Articulated toys and figures sell well at fairs and on marketplaces. In Cubie you draw a model in a couple of minutes. Then you print it and sell it. The right to sell comes with the commercial license.
Open the editor, build a figure from cubes, save it to STL. Then print.
Simple ideas that already work.
Robots, animals and figures with joints. They move, and people like that.
A name, a date, a small gift for a holiday. People like personal things.
Cheap figures sell at markets and festivals. Print ahead, sell on the spot.
List your printed items on MakerWorld, Etsy or your own shop.
Three simple steps.
You build the model in the browser. Cubie adds the joints for you.
Save it to STL. Print on your own printer.
Sell the finished item at a fair, on order or on a marketplace.
A separate assembly guide is made for each model. It complements the product well.
The buyer sees how to connect the parts and how the joints move. With an instruction the item looks like a finished product, not just a printed part.


All parts stay on one frame. The buyer snaps them off and assembles them.
It is the familiar model-kit format. A kit is fun to assemble and easy to sell as a set.
One single purchase. Valid for life. Tied to your account.
Personal printing and gifts are free. The license is only for selling.


Beta price for the first 50 buyers. One purchase, no subscription.
Pay by card, Apple Pay, PayPal or SBP.
Yes. With the commercial license you sell printed items made from your models. Offline and on marketplaces.
No. Printing for yourself and gifts are free. The license is only needed when you sell.
No. You can sell physical items. STL and 3MF files cannot be sold.
Right now it is a one-time purchase. The license is lifetime and tied to your account. This is how it works while the project is growing. Later the model will most likely move to a subscription. If you buy now, you keep the lifetime license.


## What the task asks
Leave the images aside and output every entry exactly.
####################
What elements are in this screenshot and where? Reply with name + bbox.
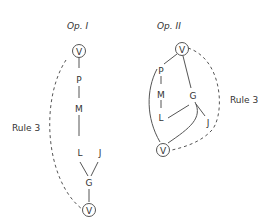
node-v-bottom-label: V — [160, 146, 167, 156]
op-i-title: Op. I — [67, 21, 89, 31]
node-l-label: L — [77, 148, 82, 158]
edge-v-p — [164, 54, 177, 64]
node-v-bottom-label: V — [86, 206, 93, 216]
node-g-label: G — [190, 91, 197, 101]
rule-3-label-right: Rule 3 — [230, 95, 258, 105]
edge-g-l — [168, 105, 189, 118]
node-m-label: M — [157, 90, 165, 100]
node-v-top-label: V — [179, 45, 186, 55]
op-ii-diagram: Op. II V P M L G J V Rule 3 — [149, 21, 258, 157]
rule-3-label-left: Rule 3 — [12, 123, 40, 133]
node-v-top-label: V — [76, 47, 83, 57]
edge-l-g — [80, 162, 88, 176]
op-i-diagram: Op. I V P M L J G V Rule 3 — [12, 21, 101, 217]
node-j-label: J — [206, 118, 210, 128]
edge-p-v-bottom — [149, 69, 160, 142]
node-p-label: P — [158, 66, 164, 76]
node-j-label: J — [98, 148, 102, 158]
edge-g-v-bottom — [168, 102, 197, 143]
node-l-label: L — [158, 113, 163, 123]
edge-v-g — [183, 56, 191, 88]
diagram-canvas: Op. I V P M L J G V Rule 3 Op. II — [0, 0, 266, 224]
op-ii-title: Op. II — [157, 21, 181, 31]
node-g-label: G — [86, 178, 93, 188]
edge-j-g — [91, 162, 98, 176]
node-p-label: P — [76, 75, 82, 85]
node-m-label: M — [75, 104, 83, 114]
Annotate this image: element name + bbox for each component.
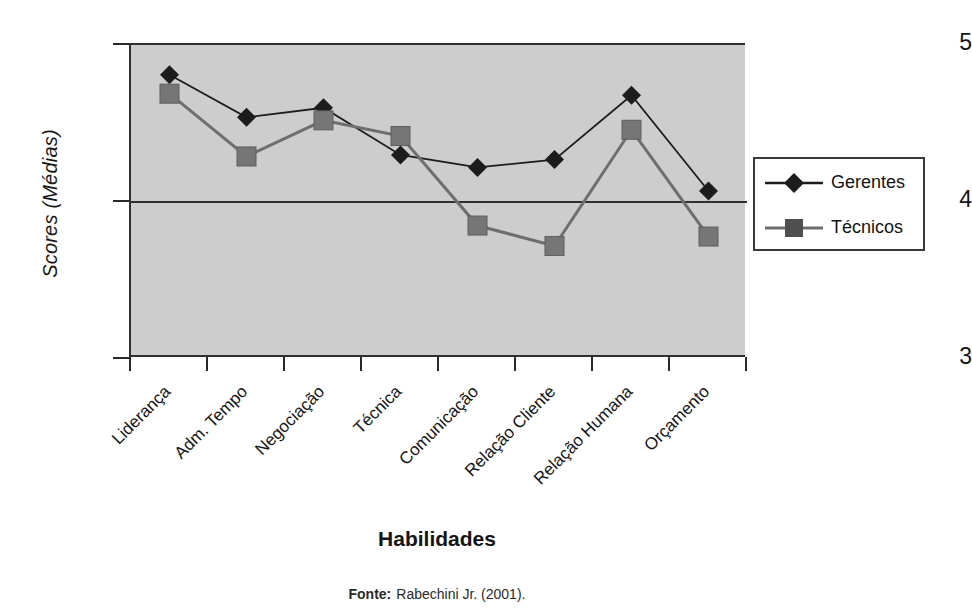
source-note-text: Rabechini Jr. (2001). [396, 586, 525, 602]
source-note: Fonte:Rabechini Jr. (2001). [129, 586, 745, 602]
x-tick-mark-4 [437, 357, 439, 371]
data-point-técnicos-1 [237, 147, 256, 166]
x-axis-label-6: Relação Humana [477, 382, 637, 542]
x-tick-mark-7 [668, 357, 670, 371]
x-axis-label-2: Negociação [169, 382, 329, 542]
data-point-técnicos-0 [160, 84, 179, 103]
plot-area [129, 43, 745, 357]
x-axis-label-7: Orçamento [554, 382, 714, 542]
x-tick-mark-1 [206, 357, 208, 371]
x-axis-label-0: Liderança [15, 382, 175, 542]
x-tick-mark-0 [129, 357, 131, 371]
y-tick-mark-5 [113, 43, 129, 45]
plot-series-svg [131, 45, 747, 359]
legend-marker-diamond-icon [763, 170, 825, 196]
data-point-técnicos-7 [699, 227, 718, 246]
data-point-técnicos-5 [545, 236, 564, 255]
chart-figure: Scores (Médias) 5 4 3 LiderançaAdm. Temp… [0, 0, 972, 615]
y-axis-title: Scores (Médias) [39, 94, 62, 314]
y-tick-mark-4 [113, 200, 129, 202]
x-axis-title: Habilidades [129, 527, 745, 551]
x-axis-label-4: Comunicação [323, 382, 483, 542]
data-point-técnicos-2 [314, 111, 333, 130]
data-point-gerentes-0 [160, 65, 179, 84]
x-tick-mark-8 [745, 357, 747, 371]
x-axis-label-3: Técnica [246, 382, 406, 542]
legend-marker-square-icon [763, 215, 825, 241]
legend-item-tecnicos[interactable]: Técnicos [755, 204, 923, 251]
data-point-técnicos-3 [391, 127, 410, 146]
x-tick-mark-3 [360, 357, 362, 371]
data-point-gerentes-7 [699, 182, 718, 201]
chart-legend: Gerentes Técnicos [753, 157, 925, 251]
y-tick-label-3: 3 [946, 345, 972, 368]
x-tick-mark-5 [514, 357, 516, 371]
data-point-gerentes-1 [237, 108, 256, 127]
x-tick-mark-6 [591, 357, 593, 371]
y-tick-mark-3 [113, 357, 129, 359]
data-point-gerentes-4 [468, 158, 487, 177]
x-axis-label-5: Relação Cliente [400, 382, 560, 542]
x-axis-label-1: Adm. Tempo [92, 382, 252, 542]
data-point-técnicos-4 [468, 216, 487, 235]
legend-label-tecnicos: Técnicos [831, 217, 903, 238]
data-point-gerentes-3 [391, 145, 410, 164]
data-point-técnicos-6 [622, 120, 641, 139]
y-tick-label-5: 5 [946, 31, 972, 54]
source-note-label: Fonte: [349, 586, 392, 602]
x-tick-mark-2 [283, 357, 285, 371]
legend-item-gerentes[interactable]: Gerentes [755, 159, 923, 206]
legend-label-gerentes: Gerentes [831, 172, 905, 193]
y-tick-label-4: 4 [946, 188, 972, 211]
####################
## Result
What elements are in this screenshot and where? Reply with name + bbox.
node-v-bottom-label: V — [160, 146, 167, 156]
op-i-title: Op. I — [67, 21, 89, 31]
node-l-label: L — [77, 148, 82, 158]
edge-v-p — [164, 54, 177, 64]
node-v-bottom-label: V — [86, 206, 93, 216]
node-g-label: G — [190, 91, 197, 101]
rule-3-label-right: Rule 3 — [230, 95, 258, 105]
edge-g-l — [168, 105, 189, 118]
node-m-label: M — [157, 90, 165, 100]
node-v-top-label: V — [179, 45, 186, 55]
op-ii-diagram: Op. II V P M L G J V Rule 3 — [149, 21, 258, 157]
rule-3-label-left: Rule 3 — [12, 123, 40, 133]
node-v-top-label: V — [76, 47, 83, 57]
edge-l-g — [80, 162, 88, 176]
op-i-diagram: Op. I V P M L J G V Rule 3 — [12, 21, 101, 217]
node-j-label: J — [206, 118, 210, 128]
edge-p-v-bottom — [149, 69, 160, 142]
node-p-label: P — [158, 66, 164, 76]
node-j-label: J — [98, 148, 102, 158]
edge-g-v-bottom — [168, 102, 197, 143]
node-l-label: L — [158, 113, 163, 123]
edge-v-g — [183, 56, 191, 88]
diagram-canvas: Op. I V P M L J G V Rule 3 Op. II — [0, 0, 266, 224]
op-ii-title: Op. II — [157, 21, 181, 31]
node-g-label: G — [86, 178, 93, 188]
edge-j-g — [91, 162, 98, 176]
node-p-label: P — [76, 75, 82, 85]
node-m-label: M — [75, 104, 83, 114]
Annotate this image: element name + bbox for each component.
source-note-text: Rabechini Jr. (2001). [396, 586, 525, 602]
source-note: Fonte:Rabechini Jr. (2001). [129, 586, 745, 602]
x-tick-mark-4 [437, 357, 439, 371]
data-point-técnicos-1 [237, 147, 256, 166]
x-axis-label-6: Relação Humana [477, 382, 637, 542]
x-tick-mark-7 [668, 357, 670, 371]
x-axis-label-2: Negociação [169, 382, 329, 542]
data-point-técnicos-0 [160, 84, 179, 103]
plot-area [129, 43, 745, 357]
x-axis-label-7: Orçamento [554, 382, 714, 542]
x-tick-mark-1 [206, 357, 208, 371]
x-axis-label-0: Liderança [15, 382, 175, 542]
x-tick-mark-0 [129, 357, 131, 371]
y-tick-mark-5 [113, 43, 129, 45]
plot-series-svg [131, 45, 747, 359]
legend-marker-diamond-icon [763, 170, 825, 196]
data-point-técnicos-7 [699, 227, 718, 246]
data-point-técnicos-5 [545, 236, 564, 255]
chart-figure: Scores (Médias) 5 4 3 LiderançaAdm. Temp… [0, 0, 972, 615]
y-axis-title: Scores (Médias) [39, 94, 62, 314]
y-tick-mark-4 [113, 200, 129, 202]
x-axis-title: Habilidades [129, 527, 745, 551]
x-axis-label-4: Comunicação [323, 382, 483, 542]
data-point-técnicos-2 [314, 111, 333, 130]
data-point-gerentes-0 [160, 65, 179, 84]
x-tick-mark-8 [745, 357, 747, 371]
x-axis-label-3: Técnica [246, 382, 406, 542]
legend-marker-square-icon [763, 215, 825, 241]
legend-item-tecnicos[interactable]: Técnicos [755, 204, 923, 251]
data-point-técnicos-3 [391, 127, 410, 146]
x-tick-mark-3 [360, 357, 362, 371]
data-point-gerentes-7 [699, 182, 718, 201]
chart-legend: Gerentes Técnicos [753, 157, 925, 251]
y-tick-label-3: 3 [946, 345, 972, 368]
x-tick-mark-5 [514, 357, 516, 371]
data-point-gerentes-1 [237, 108, 256, 127]
x-tick-mark-6 [591, 357, 593, 371]
y-tick-mark-3 [113, 357, 129, 359]
data-point-gerentes-4 [468, 158, 487, 177]
x-axis-label-5: Relação Cliente [400, 382, 560, 542]
x-axis-label-1: Adm. Tempo [92, 382, 252, 542]
data-point-técnicos-4 [468, 216, 487, 235]
legend-label-tecnicos: Técnicos [831, 217, 903, 238]
data-point-gerentes-3 [391, 145, 410, 164]
data-point-técnicos-6 [622, 120, 641, 139]
y-tick-label-5: 5 [946, 31, 972, 54]
source-note-label: Fonte: [349, 586, 392, 602]
x-tick-mark-2 [283, 357, 285, 371]
legend-item-gerentes[interactable]: Gerentes [755, 159, 923, 206]
legend-label-gerentes: Gerentes [831, 172, 905, 193]
y-tick-label-4: 4 [946, 188, 972, 211]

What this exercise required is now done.